Day 1 of 5: The Workers in the Vineyard
Then, with only an hour of the day left, [the landowner] went out and found other people standing [in the marketplace]. “Why are you standing here all day with nothing to do?” he asked them. “Because no one has hired us,” they replied. “Well,” he said, “you too can go into the vineyard.” When evening came, the vineyard-owner said to his servant, “Call the workers and give them their pay. Start with the last, and go on to the first.” So the ones who had worked for one hour came, and each of them received a dinar. When the first ones came, they thought they would get something more; but they, too, each received a dinar.
-Matthew 20:6-10 (Bible for Everyone)
It’s just so unfair, isn’t it? Those who had worked all day turned up for their coin to find the ones who only turned up at the very end of the day when most of the work was complete got the same coin too. Outrageous! Or, actually, is it?
I have often heard this parable discussed as a demonstration of God’s extravagant grace. But it wasn’t until I came to experience disability directly that I began to understand this parable on a personal level. Who were those people standing in the marketplace at the end of the day? Why were they still there? When workers were being hired at the beginning of the day, why weren’t they? “Because no one has hired us” was their reply when asked — not “because we couldn’t be bothered to look for work” or “What business of yours is it anyway?”
These people had been waiting, perhaps even wandering the streets actively seeking out work since they had missed out on the landowner’s earlier sweeps of the marketplace, and near the end of the day they still hadn’t found work.
Why might that have been? Perhaps it isn’t too much of a leap to suggest that those workers left unhired in the marketplace were not the most strong-looking, unscarred, well-reputed workers; more likely, they included a scrawny lad who couldn’t manage the oxen as well, or maybe a boy who would need to cover his ears if he heard a loud noise and then drop all the crops. Ableism is not a new thing.
If the society within which those people lived had doubted their abilities and not given them a full and equal chance to find adequate paid work, that was not the workers’ individual faults. They were inherently entitled through their very being and personhood to the same opportunities as anyone else. And perhaps that is what the landowner recognized in giving them the same coin as everyone else, no matter at which point of the day he found them. Does it still seem so unfair then?
Reflect: Does the way your church is set up enable disabled people full access to God? Are we gracious in giving disabled people the same access as everyone else, or do we resent the perceived imbalance of reasonable adjustments and accommodations?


An exact transcription of the records is required, minus any images.

Dataset entries on figures

------------

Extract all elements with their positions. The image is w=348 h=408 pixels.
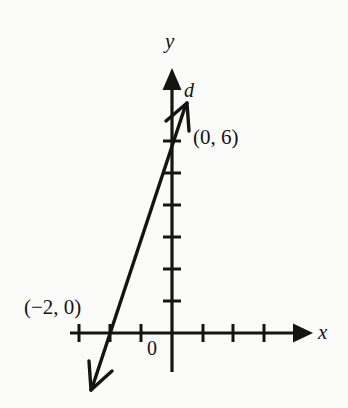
- y-axis-arrowhead: [163, 68, 182, 90]
- line-label-d: d: [184, 80, 194, 100]
- point-label-y-intercept: (0, 6): [193, 127, 239, 148]
- point-label-x-intercept: (−2, 0): [24, 297, 81, 318]
- origin-label: 0: [147, 338, 157, 358]
- x-axis-arrowhead: [293, 324, 313, 343]
- y-axis-label: y: [165, 31, 174, 52]
- coordinate-plane-figure: y x d (0, 6) (−2, 0) 0: [0, 0, 348, 408]
- graph-canvas: [0, 0, 348, 408]
- x-axis-label: x: [318, 322, 327, 343]
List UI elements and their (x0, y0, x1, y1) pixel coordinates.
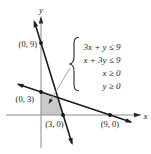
inequality-3: x ≥ 0 (102, 68, 121, 78)
steep-line-upper-arrow-icon (34, 20, 39, 27)
steep-line-lower-arrow-icon (68, 138, 72, 145)
shallow-line-lower-arrow-icon (125, 118, 132, 122)
label-3-0: (3, 0) (45, 119, 64, 129)
graph-svg: y x (0, 9) (0, 3) (3, 0) (9, 0) 3x + y ≤… (0, 0, 151, 154)
point-0-9 (39, 41, 43, 45)
label-0-9: (0, 9) (19, 39, 38, 49)
y-axis-arrow-icon (39, 16, 44, 24)
x-axis-arrow-icon (134, 113, 142, 118)
shallow-line-upper-arrow-icon (17, 84, 24, 88)
y-axis-label: y (38, 5, 43, 15)
inequality-4: y ≥ 0 (102, 81, 121, 91)
point-0-3 (39, 90, 43, 94)
inequality-graph-figure: y x (0, 9) (0, 3) (3, 0) (9, 0) 3x + y ≤… (0, 0, 151, 154)
inequality-1: 3x + y ≤ 9 (82, 42, 121, 52)
inequality-2: x + 3y ≤ 9 (82, 55, 121, 65)
point-3-0 (61, 113, 65, 117)
x-axis-label: x (143, 111, 148, 121)
label-0-3: (0, 3) (16, 94, 35, 104)
point-9-0 (108, 113, 112, 117)
system-brace-icon (69, 37, 78, 91)
label-9-0: (9, 0) (101, 119, 120, 129)
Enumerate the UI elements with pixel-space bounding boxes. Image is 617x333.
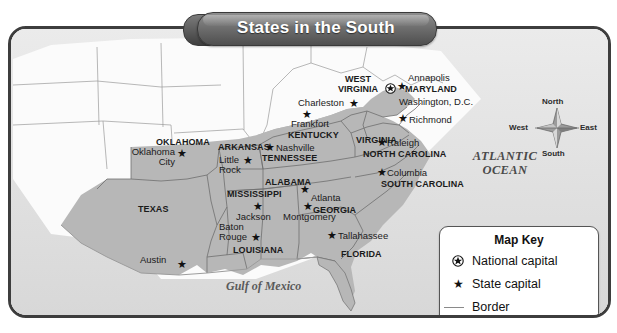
gulf-of-mexico-label: Gulf of Mexico bbox=[226, 279, 301, 294]
map-key-label-national-capital: National capital bbox=[472, 254, 557, 268]
map-title-banner: States in the South bbox=[183, 12, 435, 46]
map-frame: OKLAHOMA TEXAS ARKANSAS LOUISIANA MISSIS… bbox=[8, 26, 611, 318]
state-label-west-virginia-line2: VIRGINIA bbox=[331, 85, 385, 95]
state-capital-star-icon-austin: ★ bbox=[177, 259, 187, 270]
map-key-label-border: Border bbox=[472, 300, 510, 314]
state-label-south-carolina: SOUTH CAROLINA bbox=[381, 179, 464, 189]
state-capital-star-icon-tallahassee: ★ bbox=[327, 230, 337, 241]
state-label-arkansas: ARKANSAS bbox=[218, 142, 270, 152]
state-capital-star-icon-annapolis: ★ bbox=[397, 81, 407, 92]
state-capital-star-icon-raleigh: ★ bbox=[377, 137, 387, 148]
map-key-item-national-capital: National capital bbox=[452, 254, 557, 268]
city-label-baton-rouge: Baton Rouge bbox=[219, 222, 247, 242]
city-label-little-rock-line2: Rock bbox=[219, 165, 241, 175]
compass-star-icon bbox=[535, 107, 579, 149]
city-label-washington-dc: Washington, D.C. bbox=[399, 96, 473, 107]
national-capital-star-icon bbox=[452, 255, 464, 267]
map-key-label-state-capital: State capital bbox=[472, 277, 541, 291]
compass-south-label: South bbox=[542, 149, 565, 158]
city-label-annapolis: Annapolis bbox=[408, 72, 450, 83]
city-label-atlanta: Atlanta bbox=[311, 192, 341, 203]
city-label-nashville: Nashville bbox=[276, 142, 315, 153]
city-label-raleigh: Raleigh bbox=[387, 137, 419, 148]
state-label-west-virginia: WEST VIRGINIA bbox=[331, 75, 385, 94]
compass-rose: North South West East bbox=[509, 97, 605, 159]
state-label-tennessee: TENNESSEE bbox=[262, 153, 317, 163]
map-key-heading: Map Key bbox=[440, 233, 598, 247]
state-capital-star-icon: ★ bbox=[452, 277, 464, 291]
border-line-icon bbox=[444, 307, 464, 308]
state-capital-star-icon-atlanta: ★ bbox=[300, 184, 310, 195]
city-label-oklahoma-city: Oklahoma City bbox=[119, 147, 175, 167]
compass-west-label: West bbox=[509, 123, 528, 132]
state-label-maryland: MARYLAND bbox=[405, 84, 457, 94]
city-label-charleston: Charleston bbox=[298, 97, 344, 108]
map-title-text: States in the South bbox=[197, 12, 435, 44]
compass-north-label: North bbox=[542, 97, 563, 106]
state-capital-star-icon-richmond: ★ bbox=[398, 113, 408, 124]
state-label-mississippi: MISSISSIPPI bbox=[227, 189, 282, 199]
national-capital-star-icon-washington-dc bbox=[385, 83, 396, 94]
city-label-montgomery: Montgomery bbox=[283, 211, 336, 222]
state-capital-star-icon-jackson: ★ bbox=[253, 201, 263, 212]
map-figure: OKLAHOMA TEXAS ARKANSAS LOUISIANA MISSIS… bbox=[0, 0, 617, 333]
state-capital-star-icon-columbia: ★ bbox=[377, 167, 387, 178]
map-key-box: Map Key National capital ★ State capital… bbox=[439, 226, 599, 318]
city-label-oklahoma-city-line2: City bbox=[119, 157, 175, 167]
state-capital-star-icon-oklahoma-city: ★ bbox=[177, 148, 187, 159]
atlantic-ocean-line2: OCEAN bbox=[453, 163, 557, 177]
city-label-tallahassee: Tallahassee bbox=[338, 230, 388, 241]
state-capital-star-icon-nashville: ★ bbox=[265, 142, 275, 153]
state-label-texas: TEXAS bbox=[138, 204, 169, 214]
state-capital-star-icon-baton-rouge: ★ bbox=[251, 232, 261, 243]
city-label-austin: Austin bbox=[140, 254, 166, 265]
state-capital-star-icon-frankfort: ★ bbox=[302, 109, 312, 120]
city-label-jackson: Jackson bbox=[236, 211, 271, 222]
state-label-louisiana: LOUISIANA bbox=[233, 245, 283, 255]
state-label-kentucky: KENTUCKY bbox=[288, 130, 339, 140]
city-label-baton-rouge-line2: Rouge bbox=[219, 232, 247, 242]
compass-east-label: East bbox=[580, 123, 597, 132]
state-capital-star-icon-little-rock: ★ bbox=[243, 155, 253, 166]
city-label-columbia: Columbia bbox=[387, 167, 427, 178]
state-label-north-carolina: NORTH CAROLINA bbox=[363, 149, 446, 159]
map-key-item-state-capital: ★ State capital bbox=[452, 277, 541, 291]
map-key-item-border: Border bbox=[444, 300, 510, 314]
city-label-richmond: Richmond bbox=[409, 114, 452, 125]
state-label-florida: FLORIDA bbox=[341, 249, 382, 259]
state-capital-star-icon-charleston: ★ bbox=[349, 98, 359, 109]
city-label-little-rock: Little Rock bbox=[219, 155, 241, 175]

------------

• Task output:
Extract all elements with their positions. The image is w=348 h=408 pixels.
- y-axis-arrowhead: [163, 68, 182, 90]
- line-label-d: d: [184, 80, 194, 100]
- point-label-y-intercept: (0, 6): [193, 127, 239, 148]
- point-label-x-intercept: (−2, 0): [24, 297, 81, 318]
- origin-label: 0: [147, 338, 157, 358]
- x-axis-arrowhead: [293, 324, 313, 343]
- y-axis-label: y: [165, 31, 174, 52]
- coordinate-plane-figure: y x d (0, 6) (−2, 0) 0: [0, 0, 348, 408]
- graph-canvas: [0, 0, 348, 408]
- x-axis-label: x: [318, 322, 327, 343]
List UI elements and their (x0, y0, x1, y1) pixel coordinates.
inequality-3: x ≥ 0 (102, 68, 121, 78)
steep-line-upper-arrow-icon (34, 20, 39, 27)
steep-line-lower-arrow-icon (68, 138, 72, 145)
shallow-line-lower-arrow-icon (125, 118, 132, 122)
label-3-0: (3, 0) (45, 119, 64, 129)
graph-svg: y x (0, 9) (0, 3) (3, 0) (9, 0) 3x + y ≤… (0, 0, 151, 154)
point-0-9 (39, 41, 43, 45)
label-0-9: (0, 9) (19, 39, 38, 49)
y-axis-arrow-icon (39, 16, 44, 24)
x-axis-arrow-icon (134, 113, 142, 118)
shallow-line-upper-arrow-icon (17, 84, 24, 88)
y-axis-label: y (38, 5, 43, 15)
inequality-4: y ≥ 0 (102, 81, 121, 91)
point-0-3 (39, 90, 43, 94)
inequality-graph-figure: y x (0, 9) (0, 3) (3, 0) (9, 0) 3x + y ≤… (0, 0, 151, 154)
inequality-1: 3x + y ≤ 9 (82, 42, 121, 52)
inequality-2: x + 3y ≤ 9 (82, 55, 121, 65)
point-3-0 (61, 113, 65, 117)
x-axis-label: x (143, 111, 148, 121)
label-0-3: (0, 3) (16, 94, 35, 104)
point-9-0 (108, 113, 112, 117)
system-brace-icon (69, 37, 78, 91)
label-9-0: (9, 0) (101, 119, 120, 129)
Enumerate the UI elements with pixel-space bounding boxes. Image is 617x333.
gulf-of-mexico-label: Gulf of Mexico bbox=[226, 279, 301, 294]
map-key-label-national-capital: National capital bbox=[472, 254, 557, 268]
map-title-banner: States in the South bbox=[183, 12, 435, 46]
map-frame: OKLAHOMA TEXAS ARKANSAS LOUISIANA MISSIS… bbox=[8, 26, 611, 318]
state-label-west-virginia-line2: VIRGINIA bbox=[331, 85, 385, 95]
state-capital-star-icon-austin: ★ bbox=[177, 259, 187, 270]
map-key-label-border: Border bbox=[472, 300, 510, 314]
state-label-south-carolina: SOUTH CAROLINA bbox=[381, 179, 464, 189]
state-capital-star-icon-tallahassee: ★ bbox=[327, 230, 337, 241]
state-label-arkansas: ARKANSAS bbox=[218, 142, 270, 152]
state-capital-star-icon-annapolis: ★ bbox=[397, 81, 407, 92]
state-capital-star-icon-raleigh: ★ bbox=[377, 137, 387, 148]
map-key-item-national-capital: National capital bbox=[452, 254, 557, 268]
city-label-baton-rouge: Baton Rouge bbox=[219, 222, 247, 242]
city-label-little-rock-line2: Rock bbox=[219, 165, 241, 175]
compass-star-icon bbox=[535, 107, 579, 149]
city-label-washington-dc: Washington, D.C. bbox=[399, 96, 473, 107]
national-capital-star-icon bbox=[452, 255, 464, 267]
map-key-label-state-capital: State capital bbox=[472, 277, 541, 291]
compass-south-label: South bbox=[542, 149, 565, 158]
city-label-annapolis: Annapolis bbox=[408, 72, 450, 83]
city-label-atlanta: Atlanta bbox=[311, 192, 341, 203]
city-label-nashville: Nashville bbox=[276, 142, 315, 153]
city-label-raleigh: Raleigh bbox=[387, 137, 419, 148]
state-label-west-virginia: WEST VIRGINIA bbox=[331, 75, 385, 94]
compass-rose: North South West East bbox=[509, 97, 605, 159]
state-label-tennessee: TENNESSEE bbox=[262, 153, 317, 163]
map-key-heading: Map Key bbox=[440, 233, 598, 247]
state-capital-star-icon: ★ bbox=[452, 277, 464, 291]
border-line-icon bbox=[444, 307, 464, 308]
state-capital-star-icon-atlanta: ★ bbox=[300, 184, 310, 195]
city-label-oklahoma-city: Oklahoma City bbox=[119, 147, 175, 167]
compass-west-label: West bbox=[509, 123, 528, 132]
state-label-maryland: MARYLAND bbox=[405, 84, 457, 94]
city-label-charleston: Charleston bbox=[298, 97, 344, 108]
map-title-text: States in the South bbox=[197, 12, 435, 44]
compass-north-label: North bbox=[542, 97, 563, 106]
state-capital-star-icon-richmond: ★ bbox=[398, 113, 408, 124]
state-label-mississippi: MISSISSIPPI bbox=[227, 189, 282, 199]
national-capital-star-icon-washington-dc bbox=[385, 83, 396, 94]
city-label-montgomery: Montgomery bbox=[283, 211, 336, 222]
state-capital-star-icon-jackson: ★ bbox=[253, 201, 263, 212]
map-figure: OKLAHOMA TEXAS ARKANSAS LOUISIANA MISSIS… bbox=[0, 0, 617, 333]
state-capital-star-icon-columbia: ★ bbox=[377, 167, 387, 178]
map-key-box: Map Key National capital ★ State capital… bbox=[439, 226, 599, 318]
city-label-oklahoma-city-line2: City bbox=[119, 157, 175, 167]
state-capital-star-icon-oklahoma-city: ★ bbox=[177, 148, 187, 159]
atlantic-ocean-line2: OCEAN bbox=[453, 163, 557, 177]
city-label-tallahassee: Tallahassee bbox=[338, 230, 388, 241]
state-capital-star-icon-nashville: ★ bbox=[265, 142, 275, 153]
state-label-texas: TEXAS bbox=[138, 204, 169, 214]
state-capital-star-icon-baton-rouge: ★ bbox=[251, 232, 261, 243]
city-label-austin: Austin bbox=[140, 254, 166, 265]
state-capital-star-icon-frankfort: ★ bbox=[302, 109, 312, 120]
city-label-jackson: Jackson bbox=[236, 211, 271, 222]
state-label-louisiana: LOUISIANA bbox=[233, 245, 283, 255]
state-label-kentucky: KENTUCKY bbox=[288, 130, 339, 140]
city-label-baton-rouge-line2: Rouge bbox=[219, 232, 247, 242]
compass-east-label: East bbox=[580, 123, 597, 132]
state-capital-star-icon-little-rock: ★ bbox=[243, 155, 253, 166]
city-label-columbia: Columbia bbox=[387, 167, 427, 178]
state-label-north-carolina: NORTH CAROLINA bbox=[363, 149, 446, 159]
map-key-item-state-capital: ★ State capital bbox=[452, 277, 541, 291]
map-key-item-border: Border bbox=[444, 300, 510, 314]
city-label-richmond: Richmond bbox=[409, 114, 452, 125]
state-label-florida: FLORIDA bbox=[341, 249, 382, 259]
state-capital-star-icon-charleston: ★ bbox=[349, 98, 359, 109]
city-label-little-rock: Little Rock bbox=[219, 155, 241, 175]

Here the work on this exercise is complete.